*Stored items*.
*** Begin section ***
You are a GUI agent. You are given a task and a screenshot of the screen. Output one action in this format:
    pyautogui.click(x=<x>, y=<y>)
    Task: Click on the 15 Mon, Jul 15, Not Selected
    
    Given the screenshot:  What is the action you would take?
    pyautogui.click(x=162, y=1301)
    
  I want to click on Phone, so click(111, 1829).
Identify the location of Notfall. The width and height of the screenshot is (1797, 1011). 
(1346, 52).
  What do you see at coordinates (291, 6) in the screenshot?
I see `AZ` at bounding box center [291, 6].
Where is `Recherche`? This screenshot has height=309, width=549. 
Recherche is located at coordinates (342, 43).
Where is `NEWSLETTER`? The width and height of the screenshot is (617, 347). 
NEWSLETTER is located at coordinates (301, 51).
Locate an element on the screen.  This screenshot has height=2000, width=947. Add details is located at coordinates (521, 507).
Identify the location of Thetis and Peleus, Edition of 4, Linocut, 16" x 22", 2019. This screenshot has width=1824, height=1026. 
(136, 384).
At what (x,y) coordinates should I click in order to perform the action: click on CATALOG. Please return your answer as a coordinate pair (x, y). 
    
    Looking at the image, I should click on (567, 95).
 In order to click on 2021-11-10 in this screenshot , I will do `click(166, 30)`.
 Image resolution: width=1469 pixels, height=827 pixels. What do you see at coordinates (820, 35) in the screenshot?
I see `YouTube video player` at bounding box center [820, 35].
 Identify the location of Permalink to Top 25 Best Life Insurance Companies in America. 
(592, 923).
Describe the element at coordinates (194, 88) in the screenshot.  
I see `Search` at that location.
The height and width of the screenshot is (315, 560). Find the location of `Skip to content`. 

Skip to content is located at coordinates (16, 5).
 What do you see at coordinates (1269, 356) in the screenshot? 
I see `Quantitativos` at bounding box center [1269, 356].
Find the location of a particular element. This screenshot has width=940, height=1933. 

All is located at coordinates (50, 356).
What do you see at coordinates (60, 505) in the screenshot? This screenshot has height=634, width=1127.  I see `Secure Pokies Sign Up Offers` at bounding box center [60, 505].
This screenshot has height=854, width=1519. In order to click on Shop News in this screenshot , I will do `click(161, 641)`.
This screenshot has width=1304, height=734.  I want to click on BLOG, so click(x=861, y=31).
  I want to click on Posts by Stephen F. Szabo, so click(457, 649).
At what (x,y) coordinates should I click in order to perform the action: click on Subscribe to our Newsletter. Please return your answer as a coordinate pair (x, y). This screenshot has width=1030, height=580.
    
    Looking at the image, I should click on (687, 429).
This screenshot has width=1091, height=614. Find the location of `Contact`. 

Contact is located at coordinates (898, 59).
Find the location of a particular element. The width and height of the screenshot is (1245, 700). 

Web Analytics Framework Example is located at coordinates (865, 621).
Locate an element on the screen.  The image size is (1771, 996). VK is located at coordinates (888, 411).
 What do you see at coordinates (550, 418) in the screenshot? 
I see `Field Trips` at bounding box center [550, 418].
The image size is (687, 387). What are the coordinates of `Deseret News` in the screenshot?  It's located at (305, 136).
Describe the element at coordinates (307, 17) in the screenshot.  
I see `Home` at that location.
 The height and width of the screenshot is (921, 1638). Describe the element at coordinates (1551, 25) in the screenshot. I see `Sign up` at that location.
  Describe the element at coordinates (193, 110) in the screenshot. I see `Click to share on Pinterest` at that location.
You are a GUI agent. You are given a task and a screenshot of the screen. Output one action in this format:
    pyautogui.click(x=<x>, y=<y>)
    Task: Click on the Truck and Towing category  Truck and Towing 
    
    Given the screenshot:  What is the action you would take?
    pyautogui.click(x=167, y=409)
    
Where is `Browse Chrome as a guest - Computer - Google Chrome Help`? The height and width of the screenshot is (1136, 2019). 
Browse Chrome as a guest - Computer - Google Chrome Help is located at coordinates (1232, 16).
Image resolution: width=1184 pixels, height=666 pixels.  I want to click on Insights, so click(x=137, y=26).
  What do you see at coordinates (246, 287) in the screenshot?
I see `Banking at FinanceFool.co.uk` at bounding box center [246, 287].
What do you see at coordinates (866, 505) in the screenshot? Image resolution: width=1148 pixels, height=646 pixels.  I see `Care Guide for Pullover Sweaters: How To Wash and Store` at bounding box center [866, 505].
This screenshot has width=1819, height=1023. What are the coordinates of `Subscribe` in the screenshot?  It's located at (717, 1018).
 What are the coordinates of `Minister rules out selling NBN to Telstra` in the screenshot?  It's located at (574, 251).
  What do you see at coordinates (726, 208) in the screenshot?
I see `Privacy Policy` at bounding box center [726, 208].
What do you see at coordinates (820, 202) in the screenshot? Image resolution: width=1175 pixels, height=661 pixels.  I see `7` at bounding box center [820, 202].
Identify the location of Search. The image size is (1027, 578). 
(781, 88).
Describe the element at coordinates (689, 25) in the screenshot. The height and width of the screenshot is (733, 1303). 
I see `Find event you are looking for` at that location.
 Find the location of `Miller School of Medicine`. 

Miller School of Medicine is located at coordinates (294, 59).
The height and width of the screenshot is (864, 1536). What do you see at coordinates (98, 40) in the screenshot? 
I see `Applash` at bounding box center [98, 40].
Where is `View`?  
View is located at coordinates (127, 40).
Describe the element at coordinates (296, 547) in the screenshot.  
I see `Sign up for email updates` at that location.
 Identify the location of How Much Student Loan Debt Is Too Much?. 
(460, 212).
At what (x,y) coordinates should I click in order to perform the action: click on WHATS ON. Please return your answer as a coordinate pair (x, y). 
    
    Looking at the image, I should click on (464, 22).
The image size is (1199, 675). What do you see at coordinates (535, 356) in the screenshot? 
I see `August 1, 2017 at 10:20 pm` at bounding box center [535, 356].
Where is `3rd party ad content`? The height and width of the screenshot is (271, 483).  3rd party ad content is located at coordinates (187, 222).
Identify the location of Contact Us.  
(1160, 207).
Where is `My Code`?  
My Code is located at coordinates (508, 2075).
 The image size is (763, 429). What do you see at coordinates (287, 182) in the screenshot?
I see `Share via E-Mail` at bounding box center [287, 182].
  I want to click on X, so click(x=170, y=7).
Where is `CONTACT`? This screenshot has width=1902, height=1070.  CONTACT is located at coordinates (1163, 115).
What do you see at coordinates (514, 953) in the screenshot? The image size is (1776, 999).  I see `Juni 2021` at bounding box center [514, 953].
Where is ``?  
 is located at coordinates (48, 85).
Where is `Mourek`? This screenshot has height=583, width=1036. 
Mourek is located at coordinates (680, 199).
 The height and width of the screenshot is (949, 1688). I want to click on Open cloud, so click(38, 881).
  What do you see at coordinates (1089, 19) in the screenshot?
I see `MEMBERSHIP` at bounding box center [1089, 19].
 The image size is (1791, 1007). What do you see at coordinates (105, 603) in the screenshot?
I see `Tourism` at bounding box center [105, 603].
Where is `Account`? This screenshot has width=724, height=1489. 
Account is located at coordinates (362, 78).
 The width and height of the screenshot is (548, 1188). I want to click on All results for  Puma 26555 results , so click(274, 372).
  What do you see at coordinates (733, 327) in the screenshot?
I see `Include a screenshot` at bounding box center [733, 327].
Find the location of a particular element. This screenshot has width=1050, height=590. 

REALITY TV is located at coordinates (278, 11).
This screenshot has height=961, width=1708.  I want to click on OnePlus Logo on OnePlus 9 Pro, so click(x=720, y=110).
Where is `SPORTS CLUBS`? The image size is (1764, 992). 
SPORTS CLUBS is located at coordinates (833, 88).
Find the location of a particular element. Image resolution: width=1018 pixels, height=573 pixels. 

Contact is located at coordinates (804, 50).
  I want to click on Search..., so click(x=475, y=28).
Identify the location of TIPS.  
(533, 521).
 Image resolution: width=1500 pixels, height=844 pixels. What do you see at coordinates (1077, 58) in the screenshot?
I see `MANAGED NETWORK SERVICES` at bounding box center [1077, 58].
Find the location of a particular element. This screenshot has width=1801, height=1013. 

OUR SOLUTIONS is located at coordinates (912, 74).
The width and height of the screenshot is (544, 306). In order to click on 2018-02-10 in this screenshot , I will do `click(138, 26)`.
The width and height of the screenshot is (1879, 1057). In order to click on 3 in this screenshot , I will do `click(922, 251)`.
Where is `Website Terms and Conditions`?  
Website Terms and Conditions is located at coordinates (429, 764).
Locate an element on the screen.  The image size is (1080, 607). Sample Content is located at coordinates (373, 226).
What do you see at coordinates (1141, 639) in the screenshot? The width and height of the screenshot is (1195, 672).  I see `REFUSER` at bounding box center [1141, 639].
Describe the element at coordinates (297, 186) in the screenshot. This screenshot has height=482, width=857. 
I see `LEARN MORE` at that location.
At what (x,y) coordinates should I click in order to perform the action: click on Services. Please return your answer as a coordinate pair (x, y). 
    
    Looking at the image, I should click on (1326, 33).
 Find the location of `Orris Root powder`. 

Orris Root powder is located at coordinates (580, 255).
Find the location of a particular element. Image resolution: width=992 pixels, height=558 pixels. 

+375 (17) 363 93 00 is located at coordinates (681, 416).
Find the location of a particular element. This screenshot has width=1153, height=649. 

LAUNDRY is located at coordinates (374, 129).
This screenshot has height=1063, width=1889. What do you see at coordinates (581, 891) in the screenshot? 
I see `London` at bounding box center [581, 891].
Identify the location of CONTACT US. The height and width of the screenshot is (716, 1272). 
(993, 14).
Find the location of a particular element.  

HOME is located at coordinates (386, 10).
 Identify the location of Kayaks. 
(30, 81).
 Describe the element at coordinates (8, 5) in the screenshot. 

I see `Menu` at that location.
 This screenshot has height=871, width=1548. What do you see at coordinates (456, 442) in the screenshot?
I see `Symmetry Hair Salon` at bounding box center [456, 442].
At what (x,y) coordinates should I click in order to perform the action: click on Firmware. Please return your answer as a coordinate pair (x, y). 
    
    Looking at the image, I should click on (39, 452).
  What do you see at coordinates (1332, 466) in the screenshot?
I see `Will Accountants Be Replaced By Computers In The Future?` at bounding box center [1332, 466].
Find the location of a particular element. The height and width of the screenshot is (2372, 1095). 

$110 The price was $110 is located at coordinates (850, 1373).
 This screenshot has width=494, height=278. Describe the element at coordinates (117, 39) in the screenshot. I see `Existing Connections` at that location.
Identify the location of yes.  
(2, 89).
*** End section ***
*PROBLEM TO WORK ON*.
Only the lines above starting at the line that holds "This screenshot has width=1091, height=614." and ending at the line that holds "The image size is (687, 387)." are to be repeated, exactly and in full.

*ANSWER BELOW*.
This screenshot has width=1091, height=614. Find the location of `Contact`. 

Contact is located at coordinates (898, 59).
Find the location of a particular element. The width and height of the screenshot is (1245, 700). 

Web Analytics Framework Example is located at coordinates (865, 621).
Locate an element on the screen.  The image size is (1771, 996). VK is located at coordinates (888, 411).
 What do you see at coordinates (550, 418) in the screenshot? 
I see `Field Trips` at bounding box center [550, 418].
The image size is (687, 387). What are the coordinates of `Deseret News` in the screenshot?  It's located at (305, 136).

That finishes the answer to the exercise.